On the line, I am wanting to get, there is going to be 1 to 5 double's. Since I don't know how many doubles are going to be on that line, I just need to grab the whole line.

Then I was going to fill an array with how ever many double's were on that line:

double arr[5];
int i;

for (i=0; not end of the line; ++i)
{infile>>arr;
}

I'd go with a vector of a vector of doubles. The vector of doubles per line, and the vector of these vectors for each line.

A sample.

#include <iostream>
#include <fstream>
#include <string>
#include <sstream>
#include <vector>
using namespace std;

int main()
{
   vector < vector < double > > info;
   ifstream file("file.txt");
   string line;
   while ( getline(file, line) )
   {
      vector < double > data;
      double value;
      istringstream iss(line);
      while (iss >> value)
      {
         data.push_back(value);
      }
      info.push_back(data);
   }
   for ( vector < vector < double > > :: size_type i = 0, size = info.size(); i < size; ++i)
   {
      cout << "line " << i + 1 << ": ";
      for ( vector < double > :: size_type j = 0, length = info[i].size(); j < length; ++j)
      {
         cout << info[i][j] << " ";
      }
      cout << endl;
   }
   return 0;
}

/* file.txt
1 2 3
4 5 6 7 8 9
10 11 12 13
14
15 16
*/

/* my output
line 1: 1 2 3
line 2: 4 5 6 7 8 9
line 3: 10 11 12 13
line 4: 14
line 5: 15 16
*/

There are probably better/easier ways to go about iterating through the loop, and I'm sure someone will let me know.

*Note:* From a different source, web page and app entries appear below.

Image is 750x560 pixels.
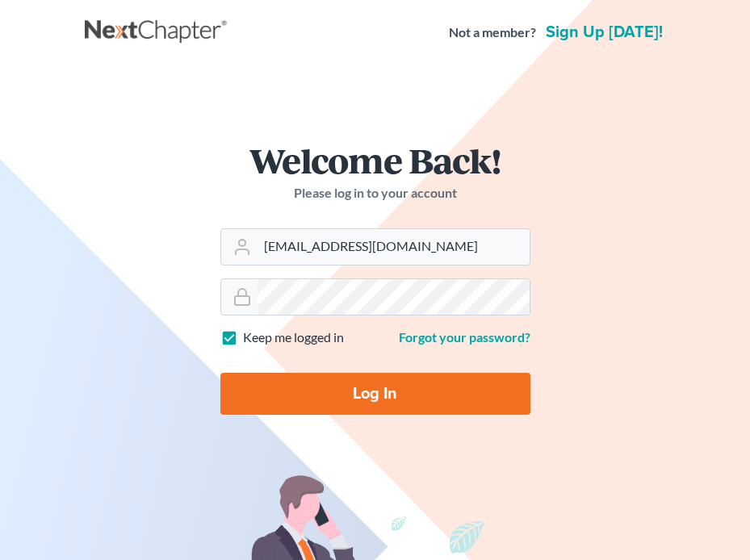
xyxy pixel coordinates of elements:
[220,143,531,178] h1: Welcome Back!
[258,230,530,265] input: Email Address
[543,24,666,41] a: Sign up [DATE]!
[243,329,344,347] label: Keep me logged in
[399,330,531,345] a: Forgot your password?
[449,23,536,42] strong: Not a member?
[220,373,531,415] input: Log In
[220,184,531,203] p: Please log in to your account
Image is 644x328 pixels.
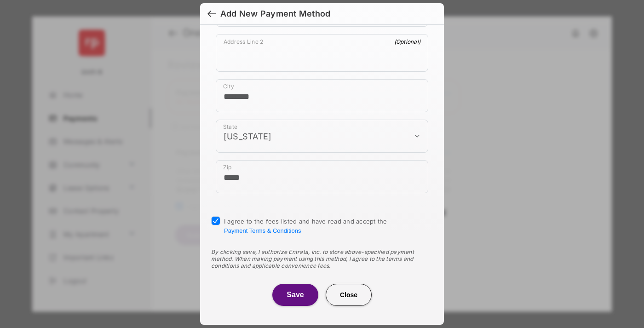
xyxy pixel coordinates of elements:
div: payment_method_screening[postal_addresses][locality] [216,79,429,112]
button: Close [326,284,372,306]
div: payment_method_screening[postal_addresses][administrativeArea] [216,120,429,153]
div: payment_method_screening[postal_addresses][addressLine2] [216,34,429,72]
span: I agree to the fees listed and have read and accept the [224,218,387,234]
button: Save [272,284,318,306]
div: payment_method_screening[postal_addresses][postalCode] [216,160,429,193]
div: By clicking save, I authorize Entrata, Inc. to store above-specified payment method. When making ... [211,248,433,269]
button: I agree to the fees listed and have read and accept the [224,227,301,234]
div: Add New Payment Method [220,9,331,19]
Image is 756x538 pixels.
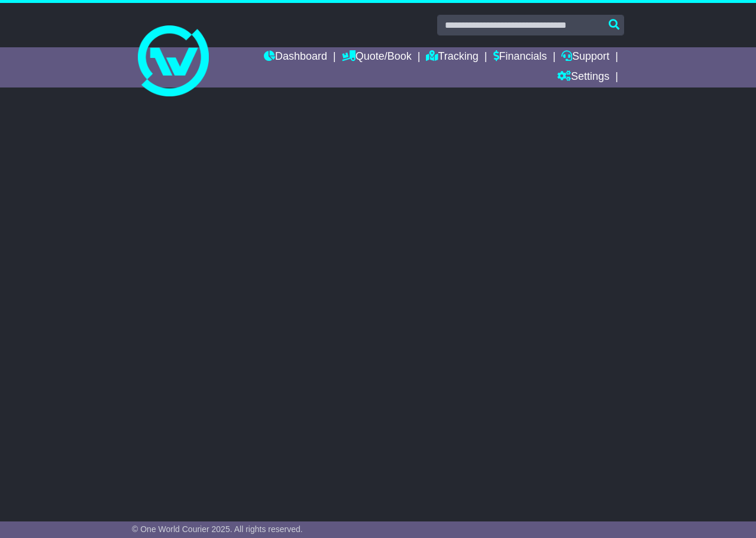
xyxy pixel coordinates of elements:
[342,47,412,68] a: Quote/Book
[557,68,609,88] a: Settings
[264,47,327,68] a: Dashboard
[426,47,478,68] a: Tracking
[132,525,303,535] span: © One World Courier 2025. All rights reserved.
[562,47,609,68] a: Support
[493,47,547,68] a: Financials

Okay, sorry, I'm still learning about all this stuff and I thought if you knew how many items were going to be used, then use an array?

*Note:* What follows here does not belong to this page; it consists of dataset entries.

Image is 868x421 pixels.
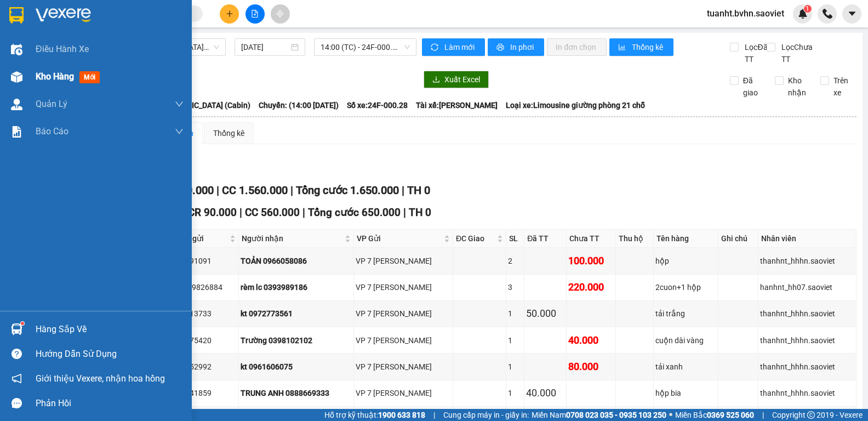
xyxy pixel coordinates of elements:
[11,324,23,335] img: warehouse-icon
[675,409,754,421] span: Miền Bắc
[656,281,716,293] div: 2cuon+1 hộp
[356,281,451,293] div: VP 7 [PERSON_NAME]
[354,354,453,380] td: VP 7 Phạm Văn Đồng
[245,207,300,219] span: CC 560.000
[239,207,242,219] span: |
[760,308,854,320] div: thanhnt_hhhn.saoviet
[760,281,854,293] div: hanhnt_hh07.saoviet
[822,9,833,19] img: phone-icon
[807,411,815,419] span: copyright
[424,71,489,89] button: downloadXuất Excel
[324,409,425,421] span: Hỗ trợ kỹ thuật:
[241,255,352,267] div: TOẢN 0966058086
[618,43,627,52] span: bar-chart
[354,248,453,274] td: VP 7 Phạm Văn Đồng
[35,346,184,362] div: Hướng dẫn sử dụng
[354,381,453,407] td: VP 7 Phạm Văn Đồng
[777,41,821,65] span: Lọc Chưa TT
[488,38,544,56] button: printerIn phơi
[842,4,861,24] button: caret-down
[616,230,654,248] th: Thu hộ
[354,275,453,301] td: VP 7 Phạm Văn Đồng
[698,7,793,20] span: tuanht.bvhn.saoviet
[226,10,233,18] span: plus
[532,409,667,421] span: Miền Nam
[35,42,89,56] span: Điều hành xe
[241,361,352,373] div: kt 0961606075
[188,207,237,219] span: CR 90.000
[175,100,184,109] span: down
[270,4,290,24] button: aim
[217,184,219,197] span: |
[356,255,451,267] div: VP 7 [PERSON_NAME]
[804,5,811,13] sup: 1
[242,233,342,244] span: Người nhận
[259,99,339,111] span: Chuyến: (14:00 [DATE])
[654,230,718,248] th: Tên hàng
[35,97,67,111] span: Quản Lý
[35,321,184,338] div: Hàng sắp về
[798,9,808,19] img: icon-new-feature
[12,398,22,409] span: message
[566,411,667,420] strong: 0708 023 035 - 0935 103 250
[456,233,495,244] span: ĐC Giao
[11,99,23,110] img: warehouse-icon
[409,207,431,219] span: TH 0
[740,41,769,65] span: Lọc Đã TT
[739,75,767,99] span: Đã giao
[402,184,404,197] span: |
[356,233,442,244] span: VP Gửi
[508,255,523,267] div: 2
[508,387,523,399] div: 1
[506,230,525,248] th: SL
[12,373,22,384] span: notification
[444,73,480,86] span: Xuất Excel
[354,301,453,328] td: VP 7 Phạm Văn Đồng
[276,10,284,18] span: aim
[35,395,184,412] div: Phản hồi
[320,39,410,56] span: 14:00 (TC) - 24F-000.28
[356,387,451,399] div: VP 7 [PERSON_NAME]
[760,255,854,267] div: thanhnt_hhhn.saoviet
[444,41,476,53] span: Làm mới
[403,207,406,219] span: |
[222,184,288,197] span: CC 1.560.000
[241,281,352,293] div: rèm lc 0393989186
[506,99,645,111] span: Loại xe: Limousine giường phòng 21 chỗ
[656,361,716,373] div: tải xanh
[758,230,856,248] th: Nhân viên
[847,9,857,19] span: caret-down
[762,409,764,421] span: |
[760,361,854,373] div: thanhnt_hhhn.saoviet
[760,387,854,399] div: thanhnt_hhhn.saoviet
[760,335,854,346] div: thanhnt_hhhn.saoviet
[356,361,451,373] div: VP 7 [PERSON_NAME]
[707,411,754,420] strong: 0369 525 060
[568,333,613,348] div: 40.000
[9,7,24,24] img: logo-vxr
[443,409,529,421] span: Cung cấp máy in - giấy in:
[168,255,237,267] div: 0989591091
[566,230,615,248] th: Chưa TT
[347,99,408,111] span: Số xe: 24F-000.28
[11,71,23,83] img: warehouse-icon
[547,38,607,56] button: In đơn chọn
[291,184,293,197] span: |
[656,308,716,320] div: tải trắng
[241,41,289,53] input: 14/10/2025
[656,335,716,346] div: cuộn dài vàng
[213,127,244,139] div: Thống kê
[168,308,237,320] div: 0969213733
[11,44,23,56] img: warehouse-icon
[806,5,809,13] span: 1
[378,411,425,420] strong: 1900 633 818
[508,335,523,346] div: 1
[568,280,613,295] div: 220.000
[241,387,352,399] div: TRUNG ANH 0888669333
[784,75,811,99] span: Kho nhận
[526,386,565,401] div: 40.000
[568,359,613,375] div: 80.000
[11,126,23,137] img: solution-icon
[568,254,613,269] div: 100.000
[35,71,74,82] span: Kho hàng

So you think I should do something like this...

double num;
vector<double> charges[0];

while (not end of the line)
{ file>>num;
charges.push_back(num);
}

Am I on the right track, or am I way off?

[EDIT] ...reading the code you posted...

Is there a function in c++, like in pascal, so you can detect the end of a line? I know in pascal it would be like infile.eoln(), but that doesn't work in c++.

By the way, since we're posting at similar times, I thought I'd bring this up FWIW:

http://www.eskimo.com/~scs/C-faq/q12.2.html

By the way, since we're posting at similar times, I thought I'd bring this up FWIW:

http://www.eskimo.com/~scs/C-faq/q12.2.html

Thanks man! I wish I would have known that a couple programs ago, lol.

In my CS class, we haven't learned istringstream yet, so I don't know how I would have known how to do that.

So all istringstream does is make each number on that one line ready to be stored into a variable?

I appreciate your help.

So all istringstream does is make each number on that one line ready to be stored into a variable?

It is used to do things like >> from a string instead of cin or an ifstream.

So the code I posted reads the whole line into a string, rather than going one value at a time (because both a newline and a space are whitespace characters, it might be tougher to distinguish using other means). Then it parses each double via the stringstream and >> operator.